Another shock, that jerked her onto her backside on the tarmac.

There were pillars of black smoke all around the skyline now. An awful lot of fires.

The speed of it struck her. Everything had just come apart, shaken to bits, in a few seconds.

No traffic was moving. There wasn’t anything she could do to help. The Square was open, and she decided to stay where she was, far from the buildings; at least here she wouldn’t be crushed by falling bricks.

One minute to LOS, You’re go all the way.

“Copy that.”

Soyuz, Houston, ten seconds.

“See you round the corner…”

Henry watched the clock, intently. At precisely 65:54:05 — two days and seventeen hours from Earth — static filled his headset.

“My God,” he said. “Right to the second.”

Geena laughed. “Aw, they probably just turned off the radio to make us feel better.”

Henry felt awed by the careless accuracy of the moment. To think that human beings could dig out this shell of metal and plastic, of Earth materials, wrap it around themselves and hurl it across space all the way to the Moon and arrive to the second.

Arkady and Geena began the checklist for the burn, working carefully and slowly, swapping languages all the time. They seemed doubly careful not to make any mistakes now, out of sight of the Earth.

The celestial geometry adjusted smoothly, the two great beacons of Earth and sun shifting steadily around the sky, illuminating the battered Moon. Through Henry’s window, the crescent of sunlit Moon ground grew, narrowing still, until it dwarfed the fleeing craft; and at last it narrowed to invisibility.

…And, quite suddenly, the craft was enveloped in darkness, in the shadow of the Moon.
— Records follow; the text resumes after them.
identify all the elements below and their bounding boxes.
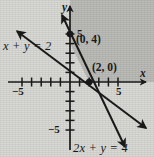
point-label-2-0: (2, 0) bbox=[92, 62, 117, 74]
y-axis-label: y bbox=[62, 2, 67, 14]
x-axis-label: x bbox=[140, 68, 146, 80]
x-axis-tick-label-negative-5: −5 bbox=[12, 86, 24, 97]
graph-figure: x + y = 2 2x + y = 4 y x −5 5 5 −5 (0, 4… bbox=[0, 0, 154, 157]
point-marker-2-0 bbox=[86, 79, 93, 86]
coordinate-plane-svg bbox=[0, 0, 154, 157]
point-marker-0-4 bbox=[67, 31, 74, 38]
point-label-0-4: (0, 4) bbox=[76, 34, 101, 46]
x-axis-tick-label-positive-5: 5 bbox=[116, 86, 122, 97]
equation-label-line2: 2x + y = 4 bbox=[73, 142, 128, 155]
equation-label-line1: x + y = 2 bbox=[3, 40, 52, 53]
y-axis-tick-label-negative-5: −5 bbox=[48, 124, 60, 135]
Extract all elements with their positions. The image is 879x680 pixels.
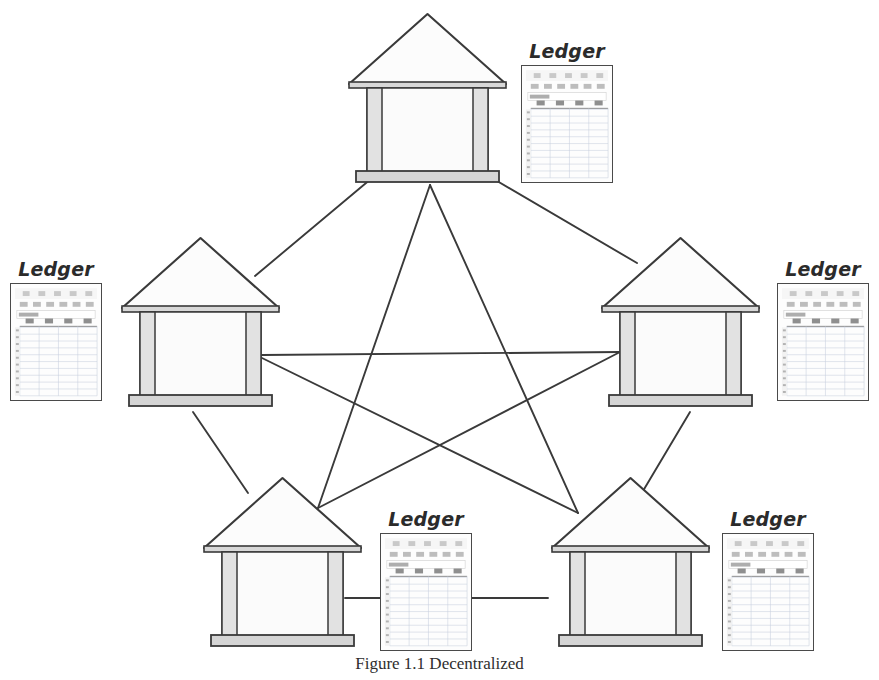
sheet-toolbar-icon xyxy=(390,552,398,557)
sheet-toolbar-icon xyxy=(826,302,834,307)
sheet-toolbar-icon xyxy=(570,84,578,89)
sheet-toolbar-icon xyxy=(33,302,41,307)
pavilion-left-ledger: Ledger xyxy=(10,258,102,401)
sheet-toolbar-icon xyxy=(393,541,400,546)
sheet-toolbar-icon xyxy=(54,291,61,296)
sheet-toolbar-icon xyxy=(70,291,77,296)
ledger-sheet xyxy=(380,533,472,651)
decentralized-ledger-diagram: Ledger Ledger Ledger xyxy=(0,0,879,680)
sheet-toolbar-icon xyxy=(534,73,541,78)
sheet-column-header xyxy=(796,569,804,574)
sheet-row-number xyxy=(16,391,19,393)
sheet-formula-text xyxy=(19,313,39,317)
figure-caption: Figure 1.1 Decentralized xyxy=(0,654,879,674)
sheet-toolbar-icon xyxy=(23,291,30,296)
pavilion-base xyxy=(609,395,752,406)
pavilion-body xyxy=(222,552,343,636)
pavilion-pillar-left xyxy=(367,88,382,172)
sheet-row-number xyxy=(386,586,389,588)
pavilion-body xyxy=(367,88,488,172)
pavilion-roof-icon xyxy=(204,478,361,548)
pavilion-roof-eave xyxy=(122,306,279,312)
sheet-row-number xyxy=(386,627,389,629)
sheet-toolbar-icon xyxy=(456,552,464,557)
sheet-row-number xyxy=(527,166,530,168)
sheet-toolbar-icon xyxy=(798,552,806,557)
sheet-row-number xyxy=(783,391,786,393)
ledger-spreadsheet-icon xyxy=(778,284,868,400)
pavilion-bottom-left xyxy=(200,472,365,654)
edge-top-to-bottom-right xyxy=(430,185,578,513)
sheet-column-header xyxy=(793,319,801,324)
sheet-row-number xyxy=(728,641,731,643)
sheet-row-number xyxy=(386,614,389,616)
pavilion-body xyxy=(140,312,261,396)
sheet-row-number xyxy=(527,132,530,134)
pavilion-roof-icon xyxy=(122,238,279,308)
pavilion-roof-eave xyxy=(552,546,709,552)
sheet-toolbar-icon xyxy=(813,302,821,307)
sheet-row-number xyxy=(386,579,389,581)
sheet-row-number xyxy=(527,173,530,175)
sheet-toolbar-icon xyxy=(745,552,753,557)
pavilion-base xyxy=(211,635,354,646)
pavilion-body xyxy=(570,552,691,636)
sheet-toolbar-icon xyxy=(408,541,415,546)
ledger-label: Ledger xyxy=(722,508,814,530)
pavilion-roof-icon xyxy=(349,14,506,84)
sheet-column-header xyxy=(851,319,859,324)
sheet-toolbar-icon xyxy=(852,291,859,296)
ledger-sheet xyxy=(722,533,814,651)
pavilion-pillar-right xyxy=(473,88,488,172)
ledger-spreadsheet-icon xyxy=(522,66,612,182)
sheet-row-number xyxy=(783,377,786,379)
sheet-row-number xyxy=(527,159,530,161)
sheet-row-number xyxy=(16,370,19,372)
ledger-spreadsheet-icon xyxy=(381,534,471,650)
sheet-toolbar-icon xyxy=(797,541,804,546)
sheet-column-header xyxy=(831,319,839,324)
pavilion-top-ledger: Ledger xyxy=(521,40,613,183)
sheet-toolbar-icon xyxy=(544,84,552,89)
sheet-row-number xyxy=(527,111,530,113)
sheet-toolbar-icon xyxy=(750,541,757,546)
pavilion-icon xyxy=(200,472,365,654)
sheet-toolbar-icon xyxy=(787,302,795,307)
pavilion-base xyxy=(559,635,702,646)
pavilion-top xyxy=(345,8,510,190)
sheet-row-number xyxy=(783,370,786,372)
sheet-row-number xyxy=(728,579,731,581)
sheet-toolbar-icon xyxy=(771,552,779,557)
sheet-toolbar-icon xyxy=(455,541,462,546)
sheet-column-header xyxy=(575,101,583,106)
ledger-label: Ledger xyxy=(380,508,472,530)
pavilion-base xyxy=(129,395,272,406)
sheet-toolbar-icon xyxy=(549,73,556,78)
sheet-row-number xyxy=(527,146,530,148)
pavilion-body xyxy=(620,312,741,396)
sheet-toolbar-icon xyxy=(403,552,411,557)
sheet-toolbar-icon xyxy=(531,84,539,89)
sheet-column-header xyxy=(26,319,34,324)
pavilion-pillar-right xyxy=(726,312,741,396)
sheet-formula-text xyxy=(530,95,550,99)
sheet-toolbar-icon xyxy=(805,291,812,296)
sheet-row-number xyxy=(728,634,731,636)
sheet-row-number xyxy=(16,357,19,359)
pavilion-bottom-right-ledger: Ledger xyxy=(722,508,814,651)
sheet-toolbar-icon xyxy=(766,541,773,546)
ledger-spreadsheet-icon xyxy=(11,284,101,400)
sheet-row-number xyxy=(386,600,389,602)
sheet-toolbar-icon xyxy=(785,552,793,557)
sheet-row-number xyxy=(728,593,731,595)
sheet-toolbar-icon xyxy=(443,552,451,557)
sheet-row-number xyxy=(527,139,530,141)
ledger-sheet xyxy=(777,283,869,401)
sheet-toolbar-icon xyxy=(429,552,437,557)
ledger-sheet xyxy=(10,283,102,401)
pavilion-base xyxy=(356,171,499,182)
pavilion-pillar-left xyxy=(570,552,585,636)
sheet-column-header xyxy=(45,319,53,324)
pavilion-roof-eave xyxy=(602,306,759,312)
sheet-row-number xyxy=(527,152,530,154)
It was the first time in three days Soyuz hadn’t been bathed in unfiltered sunlight. He craned towards his window. As his eyes dark-adapted, he could see stars, emerging from the gloom, each of them shining with a steady, gemlike brilliance. And, where the sun had been, the Moon was a giant, perfect hole in the star field — no, he saw now as his eyes adapted, not complete darkness: Earthlight played here, making the craters shine blue-black, like ghosts of themselves.

But, ahead of him, maybe a third of the lunar disc was in true darkness. It was the double shadow, the place neither Earthlight nor sunlight reached, as dark as any place in the Solar System.

Only the Apollo astronauts had known this experience before.

The hair stood up on the back of his neck.

“…Translation control power, on.”

“On, Geena.”

“Rotational hand controller number two, armed.”

“Armed.”

“Stand by for the primary TVC check.”

“Three minutes to the burn. We are still go, Geena…”

The ventilation hummed, the fans whirred, the machinery gleamed, mundane sights and sounds, as if he was in the guts of some immense pc; after three days they were enveloped in a persistent aroma of Russian cabbage and stale farts.

But there was nothing mundane about where he was, a warm pink body, sailing through the shadow of the Moon.

Come on, Henry, he thought. You aren’t supposed to feel like this.

There was an explosion of light. Henry craned to see.

Far ahead of the craft, the sun was rising over the Moon.

It was a dawn of sorts, but it was bony and stark, with none of the richness and fleeing colours of an Earth-orbit sunrise. This was an airless world with no atmosphere to refract sunlight, to bend it up from below the horizon, and create a pre-dawn glow in the sky. So sunrise was instantaneous: one moment it was night, the next a line of fire had straddled the horizon, poking through the mountains and crater rims there.

The light fled across the bare surface, casting shadows hundreds of miles long from mountains and broken crater walls. The smaller, younger craters were just wells of darkness in the flat light. For the first time, the Moon looked jagged and exotic, a craggy, romantic alien world; but he knew it was only an artifact of the light, giving the old, eroded Moon a rugged grandeur it didn’t merit

The engines lit.

For a couple of weeks the rig workers had noticed strange happenings.

The sea water here in the North Channel, not far from the mouth of the Clyde, was sometimes so warm it steamed. And there was that prevailing stink of rotten eggs. Hydrogen sulphide, the lab boys said.